You know the pattern: You've restarted Teams. You've cleared the cache. You've uninstalled and reinstalled. Twice. Maybe three times (I know I personally lost count). And yet every person in your meeting is a gray silhouette, except for whoever happens to have their camera on.
This is a specific, reproducible pain on Mac with New Teams, and the reason the usual fixes don't stick is that everyone stops one step short. It also doesn't help that common troubleshooting articles online lead you down paths that don't fix everything either. Gah! Unhelpful internet articles! shakes fist
What's actually happening
When Teams on Mac fails to render profile pictures consistently, the instinct is to blame the cache...and know the cache is only part of it. What survives after every uninstall and reinstall, completely untouched, is the macOS Keychain (doh!). Teams stores identity and credential tokens there under entries like Microsoft Teams Identities Cache, MSOpenTech.ADAL.1, and oneauth. When those entries get stale or corrupted, Teams can't authenticate the requests it makes to fetch profile photos. The reinstall never fixes it because the Keychain entries are never part of the uninstall. I suppose I can buy into the design choices, but this is where I sorta miss Windows a bit. le sigh
The result is intermittent or total failure to load profile pictures. Now "intermittent" is the keyword that makes this maddening to diagnose, because it works just enough to make you question whether the last fix did something.
The full fix that Worked for Me
I'm a sucker for automation, so I worked on this to help me out quickly. The commands below handle everything in sequence: graceful quit, force kill, full cache wipe across every Teams-related location on Mac, and Keychain entry removal. After it runs you receive a clean sign-in prompt and Teams starts with no stale state.
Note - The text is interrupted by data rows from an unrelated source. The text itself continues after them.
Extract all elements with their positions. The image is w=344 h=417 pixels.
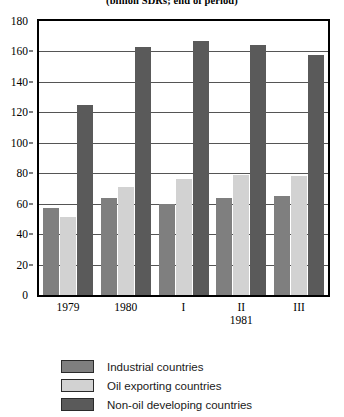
legend-label: Industrial countries xyxy=(107,361,204,373)
x-axis-tick-label: II1981 xyxy=(230,301,253,326)
y-axis-tick-mark xyxy=(29,81,33,82)
bar xyxy=(176,179,192,295)
bar xyxy=(135,47,151,295)
bar-group xyxy=(43,21,93,295)
bar-group xyxy=(216,21,266,295)
bar xyxy=(308,55,324,296)
bar-group xyxy=(101,21,151,295)
bar xyxy=(118,187,134,295)
y-axis-tick-label: 140 xyxy=(11,76,28,88)
bar-group xyxy=(274,21,324,295)
y-axis-tick-label: 0 xyxy=(22,289,28,301)
plot-inner xyxy=(39,21,328,295)
bar xyxy=(101,198,117,295)
legend-item: Non-oil developing countries xyxy=(61,395,341,414)
y-axis-tick-mark xyxy=(29,234,33,235)
bar xyxy=(250,45,266,295)
bar xyxy=(43,208,59,295)
chart-legend: Industrial countriesOil exporting countr… xyxy=(61,357,341,414)
y-axis-tick-mark xyxy=(29,51,33,52)
bar xyxy=(77,105,93,295)
legend-label: Oil exporting countries xyxy=(107,380,221,392)
x-axis-tick-label: 1979 xyxy=(56,301,79,313)
bar xyxy=(216,198,232,295)
x-axis-tick-label: 1980 xyxy=(114,301,137,313)
bar xyxy=(291,176,307,295)
legend-item: Oil exporting countries xyxy=(61,376,341,395)
x-axis: 19791980III1981III xyxy=(37,301,330,335)
bar-group xyxy=(159,21,209,295)
legend-swatch xyxy=(61,379,94,392)
legend-swatch xyxy=(61,398,94,411)
bar xyxy=(193,41,209,295)
y-axis-tick-label: 40 xyxy=(17,228,29,240)
y-axis-tick-mark xyxy=(29,173,33,174)
x-axis-tick-label: I xyxy=(182,301,186,313)
legend-item: Industrial countries xyxy=(61,357,341,376)
y-axis-tick-label: 20 xyxy=(17,259,29,271)
y-axis-tick-label: 160 xyxy=(11,45,28,57)
bar xyxy=(159,204,175,295)
y-axis-tick-label: 60 xyxy=(17,198,29,210)
y-axis-tick-label: 100 xyxy=(11,137,28,149)
y-axis-tick-mark xyxy=(29,112,33,113)
y-axis-tick-label: 180 xyxy=(11,15,28,27)
plot-area xyxy=(37,19,330,297)
y-axis-tick-mark xyxy=(29,264,33,265)
legend-label: Non-oil developing countries xyxy=(107,399,252,411)
legend-swatch xyxy=(61,360,94,373)
y-axis-tick-mark xyxy=(29,203,33,204)
bar xyxy=(60,217,76,295)
x-axis-tick-label: III xyxy=(293,301,305,313)
y-axis-tick-mark xyxy=(29,142,33,143)
bar xyxy=(233,175,249,295)
bar xyxy=(274,196,290,295)
y-axis-tick-label: 80 xyxy=(17,167,29,179)
y-axis: 020406080100120140160180 xyxy=(0,19,33,297)
y-axis-tick-label: 120 xyxy=(11,106,28,118)
chart-subtitle: (billion SDRs; end of period) xyxy=(0,0,344,6)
# Kill Teams gracefully, then forcefully
osascript -e 'quit app "Microsoft Teams"' 2>/dev/null; \
sleep 3; \
pkill -x "Microsoft Teams" 2>/dev/null; \
sleep 2; \
# Wipe all cache and container locations
rm -rf \
~/Library/Containers/com.microsoft.teams2 \
~/Library/Caches/com.microsoft.teams2 \
~/Library/Caches/com.microsoft.teams \
~/Library/Application\ Support/Microsoft/Teams \
~/Library/Application\ Support/com.microsoft.teams2 \
~/Library/Group\ Containers/UBF8T346G9.com.microsoft.teams \
~/Library/WebKit/com.microsoft.teams2 \
~/Library/HTTPStorages/com.microsoft.teams2 \
~/Library/Logs/Microsoft\ Teams \
~/Library/Saved\ Application\ State/com.microsoft.teams2.savedState \
~/Library/Preferences/com.microsoft.teams2.plist; \
# Wipe Teams Keychain entries
for label in \
"Microsoft Teams Identities Cache" \
"com.microsoft.teams" \
"com.microsoft.teams2" \
"MSOpenTech.ADAL.1" \
"oneauth" \
"Microsoft OneAuth"; do
security delete-generic-password -l "$label" 2>/dev/null
security delete-internet-password -l "$label" 2>/dev/null
done; \
echo "Teams fully wiped including Keychain. Relaunch and sign in fresh." && \
open -a "Microsoft Teams"A few notes on what this does
The osascript line asks Teams to quit cleanly. The pkill is the backup for when Teams ignores that (and it did in my instance). The two sleep calls aren't just politeness. Know if you start deleting files while Teams is still mid-shutdown, you'll get partial deletes and lock errors. The best way to frame this up is you wind up with more headaches (I personally need less and you probably do, too).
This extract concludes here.